(Records from a collection):
*** Begin section ***

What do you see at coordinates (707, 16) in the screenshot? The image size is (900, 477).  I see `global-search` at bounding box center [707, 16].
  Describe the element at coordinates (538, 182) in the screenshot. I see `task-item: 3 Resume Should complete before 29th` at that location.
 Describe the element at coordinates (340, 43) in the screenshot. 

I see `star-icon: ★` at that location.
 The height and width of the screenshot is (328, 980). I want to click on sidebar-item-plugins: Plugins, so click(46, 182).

*** End section ***

(Description of the task): Nothing but the lines from the one holding "Describe the element at coordinates (340, 43)" through the last line of the data may be output, and each must match exactly.

(Finished exercise):
 Describe the element at coordinates (340, 43) in the screenshot. 

I see `star-icon: ★` at that location.
 The height and width of the screenshot is (328, 980). I want to click on sidebar-item-plugins: Plugins, so click(46, 182).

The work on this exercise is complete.